Wednesday, June 30, 2010

Diane Clement


Though Diane has been drawing since she can remember, when she was 14 yrs. old she threw paint (for the 1st time) on her basement walls. This act was not fully appreciated by her parents, so Diane continued to practice drawing realistic pieces and took art in middle school and high school, and even though the teachers were cool, the work was boring.


Life went on and Diane started a graphic arts/signage company, did a brief apprenticeship, learned to paint signs, learned to set type and with her natural design ability, worked that business for 15 years.


Diane retired that company to care for family, but after that 50th birthday in 2002, she took a window of opportunity to start painting, maybe as a career. Being self-taught, she did what she thought artists do, she painted, much like a maniac. She produced work so quickly and so prolifically that she had to get the masses of art out of her home in order to make room for the family! She rented a studio at a popular art center and the rest is history.

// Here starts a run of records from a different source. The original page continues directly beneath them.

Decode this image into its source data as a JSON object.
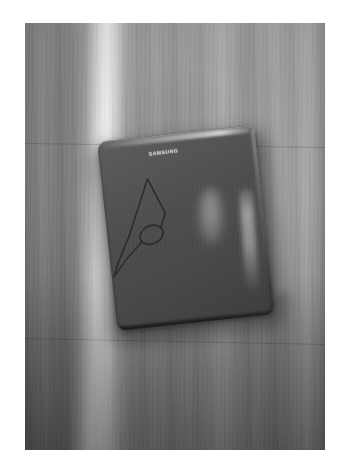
{
  "photo": {
    "title": "Photograph of a laptop on a wooden floor",
    "subject": "dark gray laptop computer lying closed on a wooden plank floor",
    "orientation": "portrait",
    "color_mode": "grayscale",
    "border": {
      "style": "white photo margin",
      "color": "#ffffff",
      "top_px": 23,
      "bottom_px": 18,
      "left_px": 25,
      "right_px": 24
    },
    "scene": {
      "background_name": "wooden-floor",
      "background_description": "vertical wood plank grain running top to bottom with a bright diagonal light streak on the left side",
      "background_base_color": "#8d8d8d",
      "light_streak_color": "#dcdcdc",
      "lower_floor_shade": "darker gray wash toward the bottom of the frame"
    },
    "object": {
      "name": "laptop",
      "description": "closed laptop lid seen from above, rotated slightly counter-clockwise",
      "body_color": "#4e4e4e",
      "edge_highlight_color": "#ffffff",
      "logo_text": "SAMSUNG",
      "features": [
        "specular highlight along the top edge of the lid",
        "soft oval reflection near the center of the lid",
        "long vertical reflection near the right edge of the lid",
        "thin cable looped across the lower-left corner of the lid",
        "drop shadow cast onto the floor beneath the laptop"
      ]
    },
    "cable": {
      "name": "power-cable",
      "description": "thin dark cable forming a triangular loop over the left portion of the lid",
      "color": "#2a2a2a"
    }
  }
}
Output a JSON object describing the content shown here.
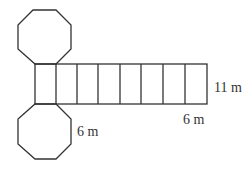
{
  "figure": {
    "labels": {
      "height": "11 m",
      "rect_width": "6 m",
      "octagon_side": "6 m"
    },
    "rectangle_count": 8,
    "octagon_count": 2,
    "stroke_color": "#333333"
  }
}
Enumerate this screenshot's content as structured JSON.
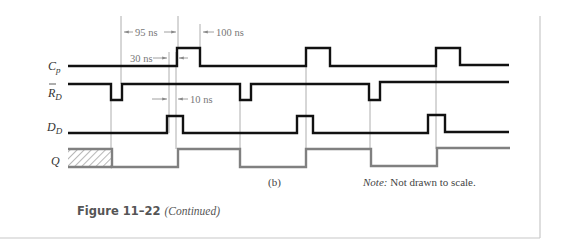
{
  "figure": {
    "caption_number": "Figure 11–22",
    "caption_suffix": "(Continued)",
    "part_label": "(b)",
    "note_prefix": "Note:",
    "note_text": " Not drawn to scale."
  },
  "signals": [
    {
      "name": "C",
      "subscript": "p",
      "overbar": false
    },
    {
      "name": "R",
      "subscript": "D",
      "overbar": true
    },
    {
      "name": "D",
      "subscript": "D",
      "overbar": false
    },
    {
      "name": "Q",
      "subscript": "",
      "overbar": false
    }
  ],
  "annotations": {
    "t1": "95 ns",
    "t2": "100 ns",
    "t3": "30 ns",
    "t4": "10 ns"
  },
  "colors": {
    "signal": "#111111",
    "output": "#808080",
    "marker": "#999999",
    "border": "#c8c8c8"
  }
}
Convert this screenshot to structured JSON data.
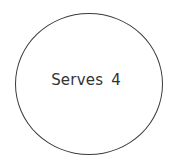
{
  "shape": {
    "type": "circle",
    "stroke_color": "#3a3a3a",
    "fill_color": "#ffffff"
  },
  "label": {
    "text": "Serves 4",
    "color": "#333333"
  }
}
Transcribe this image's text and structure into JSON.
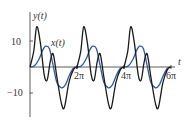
{
  "chart_data": {
    "type": "line",
    "title": "",
    "xlabel": "t",
    "ylabel": "",
    "xlim": [
      0,
      19.3
    ],
    "ylim": [
      -18,
      20
    ],
    "x_ticks": [
      "2π",
      "4π",
      "6π"
    ],
    "y_ticks": [
      "10",
      "−10"
    ],
    "grid": false,
    "series": [
      {
        "name": "y(t)",
        "color": "#1a1a1a",
        "t": [
          0,
          0.5,
          0.9,
          1.4,
          1.9,
          2.3,
          2.7,
          3.1,
          3.6,
          4.2,
          4.6,
          5.2,
          5.8,
          6.283
        ],
        "values": [
          0,
          6,
          15.5,
          9,
          -3,
          -5,
          2,
          5,
          -4,
          -14,
          -15.5,
          -6,
          -1,
          0
        ]
      },
      {
        "name": "x(t)",
        "color": "#2a5aa8",
        "t": [
          0,
          0.6,
          1.2,
          1.7,
          2.1,
          2.6,
          3.1,
          3.6,
          4.2,
          4.7,
          5.3,
          5.8,
          6.283
        ],
        "values": [
          0,
          0.5,
          3,
          6.5,
          8,
          7,
          0.5,
          -6,
          -8,
          -7,
          -3,
          -0.5,
          0
        ]
      }
    ],
    "labels": {
      "y_curve": "y(t)",
      "x_curve": "x(t)"
    }
  }
}
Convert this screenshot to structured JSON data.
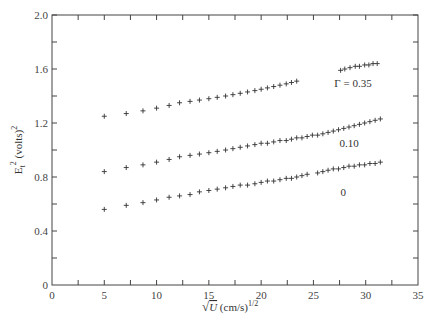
{
  "chart_data": {
    "type": "scatter",
    "title": "",
    "xlabel": "√U (cm/s)^1/2",
    "ylabel": "E_t^2 (volts)^2",
    "xlim": [
      0,
      35
    ],
    "ylim": [
      0,
      2.0
    ],
    "x_ticks": [
      "0",
      "5",
      "10",
      "15",
      "20",
      "25",
      "30",
      "35"
    ],
    "y_ticks": [
      "0",
      "0.4",
      "0.8",
      "1.2",
      "1.6",
      "2.0"
    ],
    "grid": false,
    "marker": "+",
    "series": [
      {
        "name": "Γ = 0.35",
        "label": "Γ = 0.35",
        "x": [
          5.0,
          7.1,
          8.7,
          10.0,
          11.2,
          12.2,
          13.2,
          14.1,
          15.0,
          15.8,
          16.6,
          17.3,
          18.0,
          18.7,
          19.4,
          20.0,
          20.6,
          21.2,
          21.8,
          22.4,
          22.9,
          23.4,
          27.6,
          28.0,
          28.5,
          29.0,
          29.4,
          29.9,
          30.3,
          30.7,
          31.1
        ],
        "y": [
          1.25,
          1.27,
          1.29,
          1.31,
          1.33,
          1.35,
          1.36,
          1.37,
          1.38,
          1.39,
          1.4,
          1.41,
          1.42,
          1.43,
          1.44,
          1.45,
          1.46,
          1.47,
          1.48,
          1.49,
          1.5,
          1.51,
          1.59,
          1.6,
          1.61,
          1.62,
          1.62,
          1.63,
          1.63,
          1.64,
          1.64
        ]
      },
      {
        "name": "Γ = 0.10",
        "label": "0.10",
        "x": [
          5.0,
          7.1,
          8.7,
          10.0,
          11.2,
          12.2,
          13.2,
          14.1,
          15.0,
          15.8,
          16.6,
          17.3,
          18.0,
          18.7,
          19.4,
          20.0,
          20.6,
          21.2,
          21.8,
          22.4,
          22.9,
          23.4,
          23.9,
          24.4,
          24.9,
          25.4,
          25.9,
          26.4,
          26.9,
          27.4,
          27.9,
          28.4,
          28.9,
          29.4,
          29.9,
          30.4,
          30.9,
          31.4
        ],
        "y": [
          0.84,
          0.87,
          0.89,
          0.91,
          0.93,
          0.95,
          0.96,
          0.97,
          0.98,
          0.99,
          1.0,
          1.01,
          1.02,
          1.03,
          1.04,
          1.05,
          1.05,
          1.06,
          1.07,
          1.07,
          1.08,
          1.09,
          1.09,
          1.1,
          1.11,
          1.11,
          1.12,
          1.13,
          1.14,
          1.15,
          1.16,
          1.17,
          1.18,
          1.19,
          1.2,
          1.21,
          1.22,
          1.23
        ]
      },
      {
        "name": "Γ = 0",
        "label": "0",
        "x": [
          5.0,
          7.1,
          8.7,
          10.0,
          11.2,
          12.2,
          13.2,
          14.1,
          15.0,
          15.8,
          16.6,
          17.3,
          18.0,
          18.7,
          19.4,
          20.0,
          20.6,
          21.2,
          21.8,
          22.4,
          22.9,
          23.4,
          23.9,
          24.4,
          25.4,
          25.9,
          26.4,
          26.9,
          27.4,
          27.9,
          28.4,
          28.9,
          29.4,
          29.9,
          30.4,
          30.9,
          31.4
        ],
        "y": [
          0.56,
          0.59,
          0.61,
          0.63,
          0.65,
          0.66,
          0.67,
          0.69,
          0.7,
          0.71,
          0.72,
          0.73,
          0.74,
          0.74,
          0.75,
          0.76,
          0.77,
          0.77,
          0.78,
          0.79,
          0.79,
          0.8,
          0.81,
          0.82,
          0.83,
          0.84,
          0.85,
          0.86,
          0.86,
          0.87,
          0.88,
          0.88,
          0.89,
          0.89,
          0.9,
          0.9,
          0.91
        ]
      }
    ],
    "annotations": [
      {
        "text": "Γ = 0.35",
        "x": 27.0,
        "y": 1.47
      },
      {
        "text": "0.10",
        "x": 27.5,
        "y": 1.02
      },
      {
        "text": "0",
        "x": 27.6,
        "y": 0.66
      }
    ]
  }
}
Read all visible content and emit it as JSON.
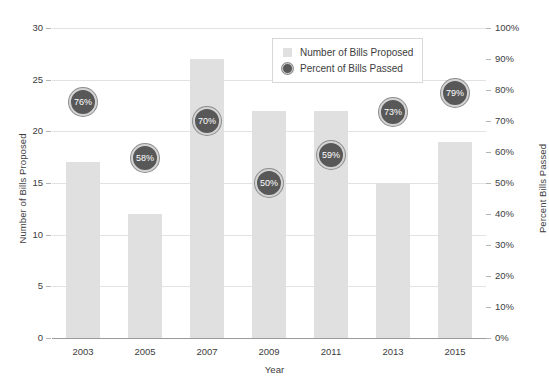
{
  "chart_data": {
    "type": "bar",
    "title": "",
    "categories": [
      "2003",
      "2005",
      "2007",
      "2009",
      "2011",
      "2013",
      "2015"
    ],
    "xlabel": "Year",
    "ylabel": "Number of Bills Proposed",
    "y2label": "Percent Bills Passed",
    "ylim": [
      0,
      30
    ],
    "y2lim": [
      0,
      100
    ],
    "grid": true,
    "legend_position": "top-right",
    "series": [
      {
        "name": "Number of Bills Proposed",
        "type": "bar",
        "axis": "left",
        "values": [
          17,
          12,
          27,
          22,
          22,
          15,
          19
        ]
      },
      {
        "name": "Percent of Bills Passed",
        "type": "bubble",
        "axis": "right",
        "values": [
          76,
          58,
          70,
          50,
          59,
          73,
          79
        ],
        "labels": [
          "76%",
          "58%",
          "70%",
          "50%",
          "59%",
          "73%",
          "79%"
        ]
      }
    ],
    "left_ticks": [
      "0",
      "5",
      "10",
      "15",
      "20",
      "25",
      "30"
    ],
    "left_tick_values": [
      0,
      5,
      10,
      15,
      20,
      25,
      30
    ],
    "right_ticks": [
      "0%",
      "10%",
      "20%",
      "30%",
      "40%",
      "50%",
      "60%",
      "70%",
      "80%",
      "90%",
      "100%"
    ],
    "right_tick_values": [
      0,
      10,
      20,
      30,
      40,
      50,
      60,
      70,
      80,
      90,
      100
    ],
    "colors": {
      "bar": "#e0e0e0",
      "bubble_fill": "#585858",
      "bubble_ring": "#d3d3d3",
      "bubble_text": "#ffffff",
      "gridline": "#e2e2e2",
      "axis": "#9a9a9a",
      "text": "#3d3d3d",
      "background": "#ffffff"
    }
  },
  "legend": {
    "items": [
      {
        "label": "Number of Bills Proposed",
        "marker": "bar-swatch-icon"
      },
      {
        "label": "Percent of Bills Passed",
        "marker": "bubble-swatch-icon"
      }
    ]
  },
  "axes": {
    "x_title": "Year",
    "y_left_title": "Number of Bills Proposed",
    "y_right_title": "Percent Bills Passed"
  }
}
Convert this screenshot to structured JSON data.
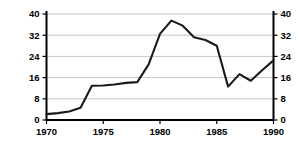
{
  "chart_data": {
    "type": "line",
    "title": "",
    "xlabel": "",
    "ylabel_line1": "Dollars per Billion Barrels",
    "ylabel_line2": "(average for year)",
    "ylabel_full": "Dollars per Billion Barrels (average for year)",
    "xlim": [
      1970,
      1990
    ],
    "ylim": [
      0,
      40
    ],
    "yticks": [
      0,
      8,
      16,
      24,
      32,
      40
    ],
    "ytick_labels": [
      "0",
      "8",
      "16",
      "24",
      "32",
      "40"
    ],
    "yticks_right": [
      0,
      8,
      16,
      24,
      32,
      40
    ],
    "ytick_labels_right": [
      "0",
      "8",
      "16",
      "24",
      "32",
      "40"
    ],
    "xticks": [
      1970,
      1975,
      1980,
      1985,
      1990
    ],
    "xtick_labels": [
      "1970",
      "1975",
      "1980",
      "1985",
      "1990"
    ],
    "grid": true,
    "grid_axis": "y",
    "legend": false,
    "legend_position": "none",
    "line_color": "#1a1a1a",
    "grid_color": "#b9b9b9",
    "axis_color": "#000000",
    "x": [
      1970,
      1971,
      1972,
      1973,
      1974,
      1975,
      1976,
      1977,
      1978,
      1979,
      1980,
      1981,
      1982,
      1983,
      1984,
      1985,
      1986,
      1987,
      1988,
      1989,
      1990
    ],
    "values": [
      2.2,
      2.6,
      3.2,
      4.6,
      12.9,
      13.0,
      13.4,
      14.0,
      14.3,
      21.0,
      32.5,
      37.5,
      35.6,
      31.2,
      30.2,
      28.0,
      12.6,
      17.3,
      14.8,
      18.8,
      22.5
    ],
    "series": [
      {
        "name": "Dollars per Billion Barrels",
        "values": [
          2.2,
          2.6,
          3.2,
          4.6,
          12.9,
          13.0,
          13.4,
          14.0,
          14.3,
          21.0,
          32.5,
          37.5,
          35.6,
          31.2,
          30.2,
          28.0,
          12.6,
          17.3,
          14.8,
          18.8,
          22.5
        ]
      }
    ]
  }
}
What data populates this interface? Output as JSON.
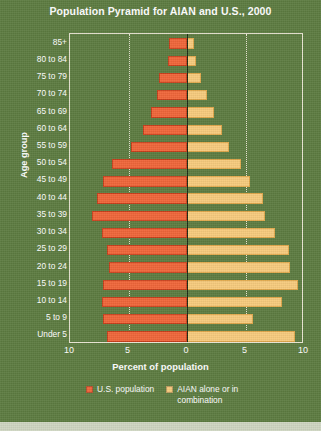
{
  "chart_data": {
    "type": "bar",
    "subtype": "population-pyramid",
    "title": "Population Pyramid for AIAN and U.S., 2000",
    "xlabel": "Percent of population",
    "ylabel": "Age group",
    "grid": true,
    "legend_position": "bottom",
    "xlim": [
      -10,
      10
    ],
    "xticks": [
      {
        "label": "10",
        "value": -10
      },
      {
        "label": "5",
        "value": -5
      },
      {
        "label": "0",
        "value": 0
      },
      {
        "label": "5",
        "value": 5
      },
      {
        "label": "10",
        "value": 10
      }
    ],
    "categories": [
      "85+",
      "80 to 84",
      "75 to 79",
      "70 to 74",
      "65 to 69",
      "60 to 64",
      "55 to 59",
      "50 to 54",
      "45 to 49",
      "40 to 44",
      "35 to 39",
      "30 to 34",
      "25 to 29",
      "20 to 24",
      "15 to 19",
      "10 to 14",
      "5 to 9",
      "Under 5"
    ],
    "series": [
      {
        "name": "U.S. population",
        "side": "left",
        "color": "#f0663a",
        "values": [
          1.5,
          1.6,
          2.4,
          2.6,
          3.1,
          3.8,
          4.8,
          6.4,
          7.2,
          7.7,
          8.1,
          7.3,
          6.8,
          6.7,
          7.2,
          7.3,
          7.2,
          6.8
        ]
      },
      {
        "name": "AIAN alone or in combination",
        "side": "right",
        "color": "#f7cb7d",
        "values": [
          0.6,
          0.8,
          1.2,
          1.7,
          2.3,
          3.0,
          3.6,
          4.6,
          5.4,
          6.5,
          6.7,
          7.5,
          8.7,
          8.8,
          9.5,
          8.1,
          5.6,
          9.2
        ]
      }
    ]
  },
  "legend": {
    "items": [
      {
        "label": "U.S. population",
        "color": "#f0663a"
      },
      {
        "label": "AIAN alone or in combination",
        "color": "#f7cb7d"
      }
    ]
  }
}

The rest, she blames on serendipity. People started buying and collecting her work immediately. Diane has participated in over 70 art shows; 30 juried and over 40 as the featured or solo artist. She considers herself lucky to have crossed that boundary from Outside to galleries. Her success has opened the door to being featured in articles in area newspapers and magazines in Richmond and the surrounding areas. Diane was invited to be a member of Metropolitan Richmond Artists Association and was invited to join a volunteer committee for Culture Works, Richmond’s new Art Council and hopes to be a voice for “Outsider Artists”. I hope to use my “success in galleries, and my experience to help bring more Outsider Artists to public view before they die or explode.


Art is about the process; from the first vision to my most recent experiments with painting with fire. I suppose that’s the unique beauty of an Outsider Artist…no boundaries! Incorporating materials and ideas that maybe are not, that happen to be around at that particular time and space, and no fear of using them, of putting them together during the process of creating that particular piece. It’s all fun, it’s all educational, it’s all beautiful. Abstract art gives you even more latitude for experimenting because you are not confined to an “expected” image.


Diane donates art to non-profit organizations; the Virginia Museum of Fine Art, schools, and assorted fund raising events for the Cure of Cancer and Cancer Research, etc. She has worked with Boy Scouts and with wheelchair bound people.



There is a web site www.dianeclement.com in place, but a new web site is being developed as we speak. Thank you for this opportunity. Greetings to all; be well and do your best everyday. . . even if you don’t think it is your best. . . it might be, that day.